Amorak Huey is a longtime newspaper editor and reporter who now teaches writing at Grand Valley State University in Michigan. His poems can be found in The Best American Poetry 2012, The Cincinnati Review, Linebreak, PANK, Subtropics, and other print and online journals. Follow him on Twitter: @amorak
His poem "Dungeon Master's Guide to Eighth Grade" appears in Issue Forty-Three of The Collagist.
Here, Amorak Huey talks to interviewer Elizabeth Deanna Morris about panama jack shirts, games, and the shark tank of middle school.
1. Could you please discuss how you ended up writing “Dungeon Master's Guide to Eighth Grade”?
I wrote the first draft of this poem while completing the April poem-a-day challenge in 2012. For me, part of the appeal of that challenge is how it pushes me on subject matter.

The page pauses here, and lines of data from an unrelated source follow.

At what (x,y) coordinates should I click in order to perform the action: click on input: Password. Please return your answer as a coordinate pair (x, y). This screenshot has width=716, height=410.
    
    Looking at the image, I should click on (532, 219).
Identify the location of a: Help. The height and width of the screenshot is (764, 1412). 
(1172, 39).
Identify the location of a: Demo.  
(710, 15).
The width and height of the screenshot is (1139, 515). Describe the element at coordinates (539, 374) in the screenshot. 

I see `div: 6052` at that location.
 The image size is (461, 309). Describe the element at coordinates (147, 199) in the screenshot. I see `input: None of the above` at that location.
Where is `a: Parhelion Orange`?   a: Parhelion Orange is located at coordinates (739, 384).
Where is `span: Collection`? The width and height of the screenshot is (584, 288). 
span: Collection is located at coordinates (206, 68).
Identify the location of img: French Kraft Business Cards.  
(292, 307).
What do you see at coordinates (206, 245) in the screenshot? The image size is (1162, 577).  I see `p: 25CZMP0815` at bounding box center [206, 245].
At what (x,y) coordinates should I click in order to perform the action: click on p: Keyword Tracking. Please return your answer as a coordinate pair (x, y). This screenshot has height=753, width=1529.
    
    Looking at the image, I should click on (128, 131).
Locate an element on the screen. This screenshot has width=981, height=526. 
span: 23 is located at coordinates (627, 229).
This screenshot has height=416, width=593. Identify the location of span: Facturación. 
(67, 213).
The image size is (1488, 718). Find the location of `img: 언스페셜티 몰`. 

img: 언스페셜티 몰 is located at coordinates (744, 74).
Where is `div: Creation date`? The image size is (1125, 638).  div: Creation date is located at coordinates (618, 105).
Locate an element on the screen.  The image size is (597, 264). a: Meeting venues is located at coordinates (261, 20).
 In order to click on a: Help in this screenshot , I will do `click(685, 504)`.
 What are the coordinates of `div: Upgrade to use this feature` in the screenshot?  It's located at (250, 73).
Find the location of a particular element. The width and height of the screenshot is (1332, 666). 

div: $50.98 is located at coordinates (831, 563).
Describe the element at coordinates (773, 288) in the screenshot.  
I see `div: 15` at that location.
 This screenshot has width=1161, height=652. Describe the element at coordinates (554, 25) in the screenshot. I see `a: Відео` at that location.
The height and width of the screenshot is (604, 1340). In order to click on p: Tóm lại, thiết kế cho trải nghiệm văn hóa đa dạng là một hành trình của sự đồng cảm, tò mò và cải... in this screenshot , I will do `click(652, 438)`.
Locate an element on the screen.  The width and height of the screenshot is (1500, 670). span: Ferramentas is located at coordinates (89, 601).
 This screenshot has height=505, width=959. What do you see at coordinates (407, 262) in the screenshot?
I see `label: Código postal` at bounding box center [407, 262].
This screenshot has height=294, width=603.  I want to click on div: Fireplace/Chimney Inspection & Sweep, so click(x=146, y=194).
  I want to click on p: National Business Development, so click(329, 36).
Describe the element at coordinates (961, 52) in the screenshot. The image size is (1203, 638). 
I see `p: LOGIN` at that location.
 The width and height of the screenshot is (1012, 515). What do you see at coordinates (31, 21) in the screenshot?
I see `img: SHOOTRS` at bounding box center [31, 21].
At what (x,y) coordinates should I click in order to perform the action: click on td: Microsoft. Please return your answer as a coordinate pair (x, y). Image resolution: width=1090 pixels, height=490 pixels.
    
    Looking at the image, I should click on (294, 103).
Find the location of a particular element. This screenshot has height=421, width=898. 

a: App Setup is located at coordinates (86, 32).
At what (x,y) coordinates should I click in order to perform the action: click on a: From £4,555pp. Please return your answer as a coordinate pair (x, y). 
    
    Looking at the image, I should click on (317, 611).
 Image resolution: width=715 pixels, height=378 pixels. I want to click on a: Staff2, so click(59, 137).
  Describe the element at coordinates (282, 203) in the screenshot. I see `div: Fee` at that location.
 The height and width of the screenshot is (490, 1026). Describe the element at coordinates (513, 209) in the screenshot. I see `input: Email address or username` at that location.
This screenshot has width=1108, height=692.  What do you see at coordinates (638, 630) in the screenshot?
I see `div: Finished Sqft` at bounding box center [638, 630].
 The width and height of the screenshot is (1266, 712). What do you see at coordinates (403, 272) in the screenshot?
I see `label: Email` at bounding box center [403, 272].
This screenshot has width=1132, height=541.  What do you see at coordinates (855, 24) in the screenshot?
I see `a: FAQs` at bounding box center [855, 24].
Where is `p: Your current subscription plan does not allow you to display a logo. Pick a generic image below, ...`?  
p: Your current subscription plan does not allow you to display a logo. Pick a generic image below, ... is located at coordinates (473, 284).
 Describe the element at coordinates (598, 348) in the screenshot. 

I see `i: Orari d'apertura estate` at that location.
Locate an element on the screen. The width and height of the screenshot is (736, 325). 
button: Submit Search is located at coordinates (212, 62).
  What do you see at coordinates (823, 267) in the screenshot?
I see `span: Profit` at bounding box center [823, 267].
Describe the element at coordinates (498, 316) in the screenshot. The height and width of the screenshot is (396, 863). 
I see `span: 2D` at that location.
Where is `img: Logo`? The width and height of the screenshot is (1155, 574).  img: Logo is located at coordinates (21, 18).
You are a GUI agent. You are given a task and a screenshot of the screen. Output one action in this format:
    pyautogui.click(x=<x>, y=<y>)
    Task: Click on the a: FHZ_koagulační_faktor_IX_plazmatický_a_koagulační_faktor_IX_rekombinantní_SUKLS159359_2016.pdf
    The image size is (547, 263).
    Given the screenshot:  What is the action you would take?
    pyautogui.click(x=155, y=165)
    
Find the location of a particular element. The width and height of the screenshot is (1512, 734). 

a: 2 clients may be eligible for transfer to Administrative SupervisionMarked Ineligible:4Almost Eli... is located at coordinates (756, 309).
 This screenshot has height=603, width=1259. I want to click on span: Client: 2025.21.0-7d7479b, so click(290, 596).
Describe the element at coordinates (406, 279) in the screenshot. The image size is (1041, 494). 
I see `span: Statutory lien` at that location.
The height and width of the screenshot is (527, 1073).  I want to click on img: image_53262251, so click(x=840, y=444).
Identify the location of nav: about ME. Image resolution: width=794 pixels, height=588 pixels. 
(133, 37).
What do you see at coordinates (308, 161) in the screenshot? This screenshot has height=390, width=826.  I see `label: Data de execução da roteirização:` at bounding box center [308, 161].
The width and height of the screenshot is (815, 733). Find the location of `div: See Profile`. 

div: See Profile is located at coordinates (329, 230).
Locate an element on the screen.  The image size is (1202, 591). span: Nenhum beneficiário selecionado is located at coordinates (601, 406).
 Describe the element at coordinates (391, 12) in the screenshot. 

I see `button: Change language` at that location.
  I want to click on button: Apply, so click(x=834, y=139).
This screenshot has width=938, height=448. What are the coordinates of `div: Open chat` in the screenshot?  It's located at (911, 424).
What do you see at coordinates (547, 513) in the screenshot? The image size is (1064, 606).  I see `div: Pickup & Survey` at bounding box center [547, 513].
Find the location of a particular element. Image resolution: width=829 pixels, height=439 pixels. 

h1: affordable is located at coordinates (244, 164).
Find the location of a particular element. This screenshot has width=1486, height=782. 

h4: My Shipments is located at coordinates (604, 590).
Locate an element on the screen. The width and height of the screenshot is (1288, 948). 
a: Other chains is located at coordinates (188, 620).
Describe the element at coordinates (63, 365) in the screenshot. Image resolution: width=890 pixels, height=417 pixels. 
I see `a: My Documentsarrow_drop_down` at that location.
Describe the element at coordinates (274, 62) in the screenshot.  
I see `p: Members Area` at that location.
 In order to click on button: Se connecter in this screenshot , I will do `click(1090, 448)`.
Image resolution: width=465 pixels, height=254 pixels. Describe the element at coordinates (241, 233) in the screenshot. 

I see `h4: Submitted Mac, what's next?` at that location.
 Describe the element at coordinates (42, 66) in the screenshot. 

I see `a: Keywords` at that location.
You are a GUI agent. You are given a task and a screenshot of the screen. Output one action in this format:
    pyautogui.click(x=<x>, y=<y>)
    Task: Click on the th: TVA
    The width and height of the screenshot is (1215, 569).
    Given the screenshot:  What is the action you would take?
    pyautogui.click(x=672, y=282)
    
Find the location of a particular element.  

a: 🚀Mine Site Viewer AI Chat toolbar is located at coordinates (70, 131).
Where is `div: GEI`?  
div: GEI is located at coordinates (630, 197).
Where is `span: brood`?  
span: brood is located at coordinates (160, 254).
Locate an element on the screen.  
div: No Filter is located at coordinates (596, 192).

This poem appeared on April 13, when I’d pretty much run out of things in my immediate vicinity to write about (my annoyance with lingering wintry weather in Michigan, whatever I’d just seen on Facebook, what a pain it is to try to write a poem every day).
I don’t remember what brought Dungeons & Dragons to mind, but thinking about the game led to a string of memories and associations, so I retrieved my old Dungeon Master’s Guide from a mildewed box in the basement and found the epigraph. The poem developed from there.
It had been quite a while since I’d thought about Panama Jack shirts; it’s hard to overstate just how stupidly popular those were in my junior high, how must-have a part of everyone’s wardrobe. And parachute pants, good grief.
2. This poem does a really fantastic job of showing the lines drawn around a young person as the kids around them start to decide what is and is not cool. I wonder, though, why did you write this as a poem? How do you think this form fits the material?
One answer is that it’s a poem because poems are what I write. Poetry is how I interact with language and the world.
Another answer is that maybe that games and poems seek to order the world in similar ways, offering structure to make sense of the chaos.
3. Could you talk about the logic of using a game to understand the world? The speaker in this poems seems unable to decipher the world in another way. Or, perhaps, this way is just the most manageable.
Here’s how isolated I was in eighth grade: I never did find a peer group to regularly play D&D with; I had friends who played, but I wasn’t part of their game.
For a long time, I thought my eighth-grade experience was atypical, because I had been homeschooled and didn’t attend public school until that year. Talk about jumping into a shark tank: all those junior high hormones and hierarchies; I thought I was the loneliest person in the world. I found out much later that lots of people feel that way, that my precise experience might have been unusual but my emotions were far from it. The reaction I’ve gotten to my poem after it appeared in The Collagist has confirmed again that I am not alone, people telling me I had captured eighth grade as they remembered it, too.
Anyway, games have clear rules. There’s a manual. Things make sense and follow a pattern; the path to success is evident; the goal is explicit. Kill monsters, collect treasure. Junior high is the opposite of that. There are rules, but they’re not written down anywhere, and nothing makes sense, and the path is always obscured. You can’t plot your way through eighth grade social interactions on graph paper, and you have no idea what your strongest attributes are. Are you lawful neutral? Chaotic good? How would you even know?
Maybe it’s not just junior high. Maybe all of life is like that. How often would it be nice to have a Dungeon Master’s Guide to consult? I’m sounding kind of fatalist here, gloomier than I mean to. My life is great. Eighth grade wasn’t that bad, and it didn’t last very long (thank goodness).
4. Any reading recommendations?
As often as I can, I recommend Catie Rosemurgy’s The Stranger Manual and Traci Brimhall’s Rookery, and Mary Ruefle’s book of lectures Madness, Rack, and Honey. Brilliance all around.
Collier Nogues’ On the Other Side, Blue and Catherine Barnett’s The Game of Boxes are two recent loves. I envy the poems in these collections.
5. What other writing projects are you working on?
Always writing the next poem. Occasionally trying to organize them into a manuscript – talk about a process for which I wish had a Dungeon Master’s Guide.